Dr. Maura Lafferty is an Associate Professor and Associate Head in the Department of Classics at UTK specializing in Medieval Latin Language and Literature, Latin Paleography, and Manuscript Culture. While Dr. Lafferty is eager to provide mentorship and supervision over this parchment making research project, she also has a great deal of interest in this project that is relevant to her current professional research and development. She is particularly interested in the relationship of the layout and text to the material aspects of medieval manuscripts as well as understanding the processing and organic composition of parchment.
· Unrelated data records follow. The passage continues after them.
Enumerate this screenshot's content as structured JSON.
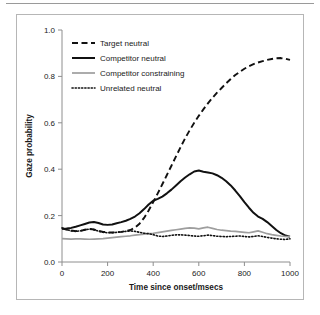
{
  "figure": {
    "background_color": "#ffffff",
    "border_color": "#b6b6b6",
    "rule_color": "#9a9a9a"
  },
  "chart_data": {
    "type": "line",
    "title": "",
    "xlabel": "Time since onset/msecs",
    "ylabel": "Gaze probability",
    "xlim": [
      0,
      1000
    ],
    "ylim": [
      0.0,
      1.0
    ],
    "xticks": [
      0,
      200,
      400,
      600,
      800,
      1000
    ],
    "xtick_labels": [
      "0",
      "200",
      "400",
      "600",
      "800",
      "1000"
    ],
    "yticks": [
      0.0,
      0.2,
      0.4,
      0.6,
      0.8,
      1.0
    ],
    "ytick_labels": [
      "0.0",
      "0.2",
      "0.4",
      "0.6",
      "0.8",
      "1.0"
    ],
    "grid": false,
    "legend_position": "upper left",
    "x": [
      0,
      20,
      40,
      60,
      80,
      100,
      120,
      140,
      160,
      180,
      200,
      220,
      240,
      260,
      280,
      300,
      320,
      340,
      360,
      380,
      400,
      420,
      440,
      460,
      480,
      500,
      520,
      540,
      560,
      580,
      600,
      620,
      640,
      660,
      680,
      700,
      720,
      740,
      760,
      780,
      800,
      820,
      840,
      860,
      880,
      900,
      920,
      940,
      960,
      980,
      1000
    ],
    "series": [
      {
        "name": "Target neutral",
        "style": "dashed",
        "color": "#111111",
        "width": 1.9,
        "values": [
          0.145,
          0.14,
          0.136,
          0.133,
          0.134,
          0.139,
          0.143,
          0.14,
          0.134,
          0.13,
          0.128,
          0.127,
          0.128,
          0.13,
          0.133,
          0.138,
          0.148,
          0.165,
          0.19,
          0.222,
          0.258,
          0.296,
          0.335,
          0.375,
          0.415,
          0.455,
          0.495,
          0.533,
          0.568,
          0.6,
          0.63,
          0.658,
          0.684,
          0.708,
          0.73,
          0.75,
          0.77,
          0.789,
          0.806,
          0.82,
          0.833,
          0.844,
          0.853,
          0.86,
          0.866,
          0.871,
          0.875,
          0.878,
          0.879,
          0.876,
          0.871
        ]
      },
      {
        "name": "Competitor neutral",
        "style": "solid",
        "color": "#111111",
        "width": 2.0,
        "values": [
          0.143,
          0.144,
          0.147,
          0.152,
          0.158,
          0.164,
          0.17,
          0.172,
          0.168,
          0.162,
          0.16,
          0.162,
          0.167,
          0.172,
          0.178,
          0.186,
          0.196,
          0.21,
          0.228,
          0.248,
          0.264,
          0.272,
          0.282,
          0.296,
          0.312,
          0.33,
          0.348,
          0.364,
          0.378,
          0.39,
          0.394,
          0.389,
          0.386,
          0.382,
          0.374,
          0.363,
          0.348,
          0.33,
          0.308,
          0.284,
          0.258,
          0.234,
          0.212,
          0.196,
          0.186,
          0.172,
          0.155,
          0.138,
          0.124,
          0.114,
          0.109
        ]
      },
      {
        "name": "Competitor constraining",
        "style": "solid",
        "color": "#9e9e9e",
        "width": 1.7,
        "values": [
          0.101,
          0.1,
          0.099,
          0.1,
          0.1,
          0.099,
          0.098,
          0.099,
          0.1,
          0.101,
          0.103,
          0.105,
          0.107,
          0.109,
          0.111,
          0.113,
          0.116,
          0.118,
          0.12,
          0.122,
          0.124,
          0.127,
          0.13,
          0.133,
          0.136,
          0.139,
          0.142,
          0.145,
          0.147,
          0.146,
          0.143,
          0.147,
          0.15,
          0.145,
          0.14,
          0.137,
          0.135,
          0.133,
          0.132,
          0.13,
          0.128,
          0.126,
          0.13,
          0.134,
          0.128,
          0.122,
          0.118,
          0.115,
          0.112,
          0.11,
          0.109
        ]
      },
      {
        "name": "Unrelated neutral",
        "style": "dotted",
        "color": "#111111",
        "width": 1.6,
        "values": [
          0.147,
          0.14,
          0.134,
          0.132,
          0.134,
          0.138,
          0.142,
          0.139,
          0.133,
          0.128,
          0.126,
          0.126,
          0.128,
          0.13,
          0.132,
          0.134,
          0.132,
          0.128,
          0.124,
          0.122,
          0.118,
          0.112,
          0.11,
          0.112,
          0.115,
          0.117,
          0.117,
          0.116,
          0.114,
          0.112,
          0.111,
          0.113,
          0.116,
          0.114,
          0.111,
          0.11,
          0.109,
          0.11,
          0.111,
          0.112,
          0.11,
          0.108,
          0.11,
          0.113,
          0.11,
          0.106,
          0.103,
          0.1,
          0.098,
          0.097,
          0.1
        ]
      }
    ]
  }
}
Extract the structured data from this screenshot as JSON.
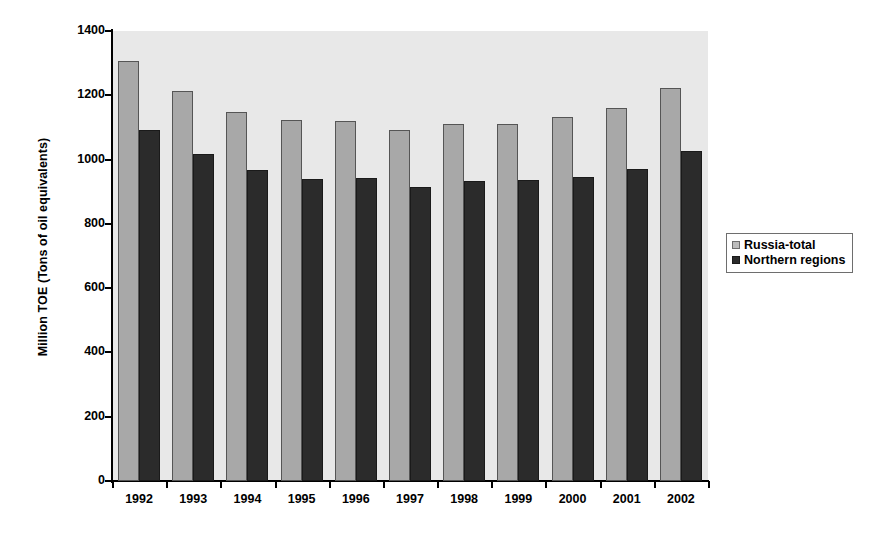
{
  "chart_data": {
    "type": "bar",
    "title": "",
    "xlabel": "",
    "ylabel": "Million TOE (Tons of oil equivalents)",
    "categories": [
      "1992",
      "1993",
      "1994",
      "1995",
      "1996",
      "1997",
      "1998",
      "1999",
      "2000",
      "2001",
      "2002"
    ],
    "series": [
      {
        "name": "Russia-total",
        "color": "#a8a8a8",
        "values": [
          1306,
          1212,
          1148,
          1122,
          1120,
          1092,
          1111,
          1112,
          1131,
          1160,
          1223
        ]
      },
      {
        "name": "Northern regions",
        "color": "#2b2b2b",
        "values": [
          1091,
          1018,
          968,
          940,
          943,
          916,
          933,
          935,
          946,
          972,
          1027
        ]
      }
    ],
    "ylim": [
      0,
      1400
    ],
    "yticks": [
      0,
      200,
      400,
      600,
      800,
      1000,
      1200,
      1400
    ],
    "ytick_labels": [
      "0",
      "200",
      "400",
      "600",
      "800",
      "1000",
      "1200",
      "1400"
    ],
    "grid": false,
    "legend_position": "right",
    "plot_background": "#e8e8e8"
  },
  "legend": {
    "entries": [
      {
        "label": "Russia-total"
      },
      {
        "label": "Northern regions"
      }
    ]
  }
}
She is currently working on a book titled Rhetoric of the Latin Manuscript Page in which she presents a series of case studies that feature large manuscript plates in color and provides commentary on said plates, discussing the relationship between the paratext and text proper as well as how the paratext changes over time and space. By working with her graduate students on this research project on parchment making she hopes to gain a better understanding of parchment as a physical platform and how the process of parchment making directly affects the constraints placed on the layout of the text. As a professor in Paleography who teaches graduate classes, there are also pedagogical benefits to this project where she not only hopes to gain knowledge in the processes in which parchment is produced but that she may incorporate the findings and results of this research into the classroom and communicate to students interested in paleography, book history, and materiality.